A BUILDING firm that specialises in prison developments is confident of surviving the recession intact, despite expecting its turnover to halve to £10m this year.

Teesside-based Henderson Campbell says it has seen Government spending on new prisons slow down as it concentrates more on other areas, such as social housing.

This has led to the firm, which is based in Guisborough to look at additional markets such as education and healthcare in order to stave off further losses.

The firm, which was formed in 1975 and has a directly employed workforce which fluctuates between 100 and 150, now believes its sales will be dramatically reduced this year and said that it may have to look at a number of cost cutting measures, including redundancies, if some of the schemes it is currently bidding for fail to come off.

However, newly-appointed business development director Neil Armstrong said that he is in advanced talks in regards to 25 construction projects in the North, out of the 380 enquiries he has made since joining the company three months ago.

“It’s fair to say that our turnover will be half of what it was last year”, Mr Armstrong said. “But, this is to be expected as Government spending on custodial projects has slowed down as it concentrates its resources on helping to stabilise other areas of the economy.

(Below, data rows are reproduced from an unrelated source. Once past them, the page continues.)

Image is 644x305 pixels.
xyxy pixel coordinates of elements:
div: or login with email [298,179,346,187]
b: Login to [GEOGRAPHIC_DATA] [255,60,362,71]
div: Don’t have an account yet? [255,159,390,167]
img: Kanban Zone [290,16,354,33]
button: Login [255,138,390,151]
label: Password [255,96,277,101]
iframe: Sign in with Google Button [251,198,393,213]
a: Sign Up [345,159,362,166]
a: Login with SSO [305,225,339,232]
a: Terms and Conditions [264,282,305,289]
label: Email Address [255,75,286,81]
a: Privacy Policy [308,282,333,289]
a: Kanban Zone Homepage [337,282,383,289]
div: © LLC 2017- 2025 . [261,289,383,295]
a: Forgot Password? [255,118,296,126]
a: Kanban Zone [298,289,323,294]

“However, we have already had some good feedback from some of the education and healthcare developers that we are tendering with and are confident about our ability to expand into new markets.”

According to the construction leads service Glenigans, to which Henderson Campbell subscribes for new tender opportunities, 17 new projects across the building and civil engineering sector came to the North East market last week alone – at a combine value of £30m.

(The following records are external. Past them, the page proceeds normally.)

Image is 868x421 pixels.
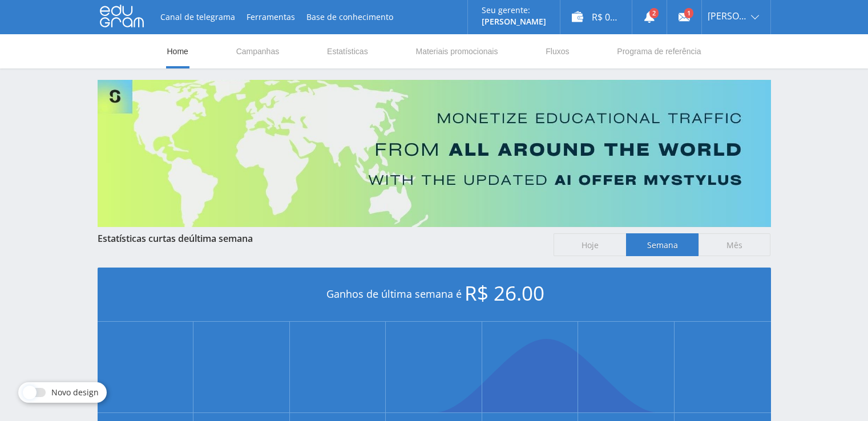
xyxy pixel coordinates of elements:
[51,388,99,397] span: Novo design
[708,12,747,21] span: [PERSON_NAME]
[626,234,698,256] span: Semana
[98,80,771,227] img: Banner
[481,17,546,26] p: [PERSON_NAME]
[98,234,542,244] div: Estatísticas curtas de
[235,35,281,68] a: Campanhas
[481,6,546,15] p: Seu gerente:
[544,35,570,68] a: Fluxos
[414,35,499,68] a: Materiais promocionais
[189,232,253,245] span: última semana
[615,35,702,68] a: Programa de referência
[166,35,189,68] a: Home
[326,35,369,68] a: Estatísticas
[553,234,626,256] span: Hoje
[698,234,771,256] span: Mês
[98,267,771,322] div: Ganhos de última semana é
[464,280,544,307] span: R$ 26.00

Mr Armstrong is now hoping to tap into these leads and move into a number of new areas, including school extensions, nursing home expansions, wind farm sites and the rapidly increasing area of budget supermarkets.

The firm does have some experience of projects outside of the prison sector, but decided to concentrate on this line of work around five years ago when it teamed up with Caledonian Building Systems, of Newark, Nottinghamshire, to install pre-engineered cells to help cope with prison overcrowding.

Mr Armstrong said: “Many construction skills are transferable between projects, which means that, although our main focus in the past couple of years has been in the prison and custodial sector, we are equally capable of turning our hand to other projects.